Two reports out yesterday revived fears that waves of new foreclosures will come crashing down on residential real estate markets as borrowers default on exotic adjustable rate mortgages (ARMs) that will reset over the next three years.
It’s very bad news that’s sure to sell newspapers, as they used to say back when newspapers were made of paper, and both reports earned prominent stories in the Washington Post and New York Times.
The first report, by Fitch Ratings, warned that of the $189 billion securitized Option ARM loans outstanding, 88 percent have yet to recast. Of these, 94 percent of borrowers have utilized the minimum monthly payment to allow their loans to amortize negatively. ‘Having not demonstrated their ability to make payments at the full rate, option ARM borrowers are at the greatest risk of default resulting from payment shock,’ said Group Managing Director and U.S. RMBS group head Huxley Somerville.
Especially alarming is the finding that nearly half (46 percent) of all Option ARM loans studied by Fitch are delinquent 30 days or more despite the fact that only 12 percent have recast. Buyers are giving up and “strategically defaulting” before the recasts hit.
Fitch’s prediction for expected losses from Option ARMs range between 35 percent to 45 percent. Negative equity cause by falling values, especially in the four states of California, Florida, Nevada, and Arizona, which account for 75 percent of all Option ARM loans, has caused prospects for Option ARM borrowers to deteriorate. As a result, Fitch increased its forecast of Option ARM losses to 60 percent in those states from 40 percent a year ago.
Because of falling property values, Fitch is more negative about Option ARMS than it was in a highly publicized report issued a year ago. Then it predicted roughly $29 billion worth of loans would recast to higher monthly payments by the end of 2009 and an additional $67 billion would recast in 2010. Fitch predicted delinquencies on option ARMs would more than double, and option ARM defaults would likely spread the foreclosure plague into higher priced neighborhoods, because many borrowers leveraged the very low minimum monthly payment to buy more expensive homes.
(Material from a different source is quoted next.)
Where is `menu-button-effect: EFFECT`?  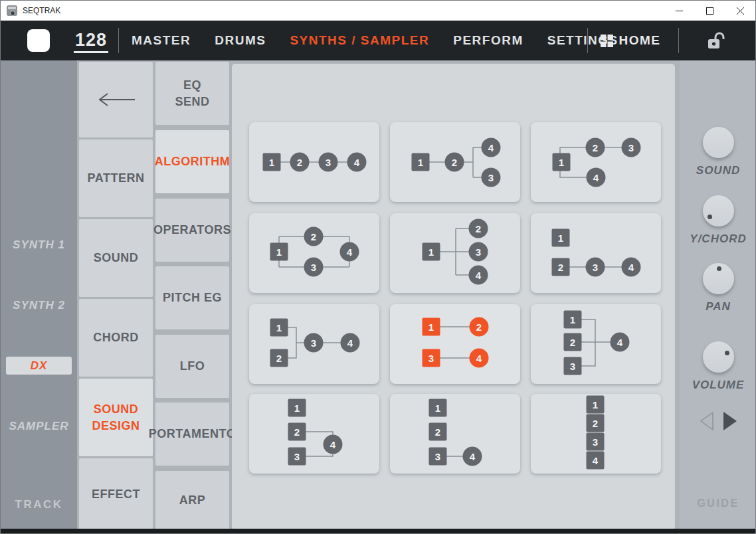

To make matters worse, only 17 percent of option ARMs written from 2004 to 2007 required full documentation.
The good news about Option ARMS is that they account for “only” 1.3 percent of percent of outstanding mortgages and were used by a far smaller segment of the population than subprime mortgages, according to First American CoreLogic as cited in the Washington Post, and they are highly concentrated in four states, as noted.
The second report, by First American CoreLogic for The New York Times, shows there are 2.8 million active interest-only home loans worth a combined total of $908 billion. Interest-only loans, popular during height of the boon, allow borrowers to make payments only on the loan’s interest for a set period. Then payments for the principle also kick in and monthly payments can jump by as much as 75 percent. With many homes underwater, borrowers can’t refinance.
The interest-only periods, which put off the principal payments for five, seven or 10 years, are now beginning to expire. In the next 12 months, $71 billion of interest-only loans will reset. The year after, another $100 billion will reset. After mid-2011, another $400 billion will reset, for a total of $572 billion.
Should the interest-only wave produce foreclosures at the same 35 to 45 percent loss rate that Fitch forecasts for Option ARMs, expect the interest-only wave to create $200 to $266 billion worth of foreclosures. Add to that the Option ARM losses of 35 to 45 percent of $100 billion, we could expect resets of exotic loans to create $235 to $311 billion worth of new foreclosures over the next three years. By comparison, the subprime meltdown that kicked off the housing crisis generated roughly $400 billion worth of foreclosure losses, and they are still coming in.
In spite of the seriousness of the pending resets-a situation made even more serious by the inability of either the private sector or the government to mount a loan modification program of sufficient effectiveness and size to make a dent in these forecasts the major cause of foreclosures is not toxic loans but unemployment. Prime fixed rate loans that don’t reset now account for one in three foreclosure starts, according to the Mortgage Bankers Association’s second quarter delinquency survey. A year ago they accounted for one in five, while delinquencies caused by ARM resets are declining. What’s worse, delinquencies caused by unemployment are almost impossible to modify because out-of-work borrowers have lost their source of steady income.